One of the highlights of the ceremony was the unveiling of a sculpture of Stanisław Lem, which stood next to the Library building. The three-metre-high work, made of Strzegom granite and designed by Grzegorz Niemyjski, PhD, professor at the Academy of Fine Arts in Wrocław, depicts the writer's face in the form of small holes drilled into the surface of a block of rock.

Benefactors of the Lem Prize 2022 are:

Bergman Engineering, TestArmy Group, Santander Universidades, PGE Górnictwo i Energetyka Konwencjonalna S.A., PCC Rokita and Fundacja PKO Banku Polskiego.


Samuel Stranks is Professor of Optoelectronics and Royal Society University Research Fellow in the Department of Chemical Engineering & Biotechnology, University of Cambridge.

His group focuses on the optical and electronic properties of emerging semiconductors including halide perovskites, carbon allotropes and organic semiconductors for low-cost electronics applications such as photovoltaics and lighting. Samuel Stranks completed his PhD as a Rhodes Scholar at Oxford University, receiving the 2012 Institute of Physics Roy Thesis Prize.

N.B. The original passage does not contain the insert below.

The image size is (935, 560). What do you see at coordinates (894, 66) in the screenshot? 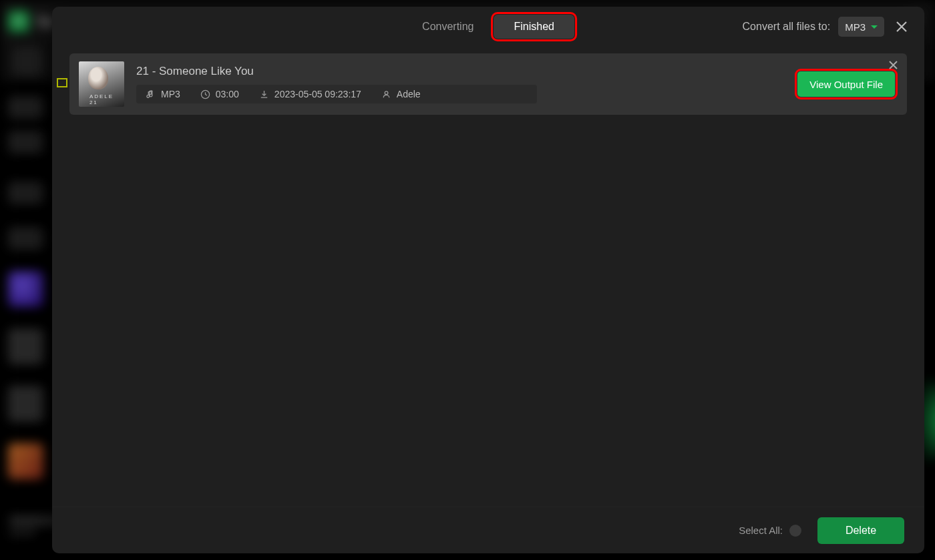
I see `row-remove-button` at bounding box center [894, 66].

From 2012-2014, he was a Junior Research Fellow at Oxford University and Worcester College, Oxford, before holding a Marie Curie Fellowship at the Massachusetts Institute of Technology (2014-2016) and starting his group in Cambridge in 2017.

Samuel Stranks received the 2016 IUPAP Young Scientist in Semiconductor Physics Prize, the 2017 Early Career Prize from the European Physical Society, the 2018 Henry Moseley Award and Medal from the Institute of Physics the 2019 Marlow Award from the Royal Society of Chemistry, the 2021 IEEE Stuart Wenham Award, the 2021 Leverhulme Prize in Physics, and the 2021 EES Lectureship.

He is a TED Fellow and was listed by the MIT Technology Review as one of the 35 under 35 innovators in Europe. Samuel Stranks is a co-founder of Swift Solar, a startup developing lightweight perovskite PV panels, and Sustain/Ed, a not-for-profit developing education for school-age children around climate change solutions.

He is also an Associate Editor at the AAAS journal Science Advances.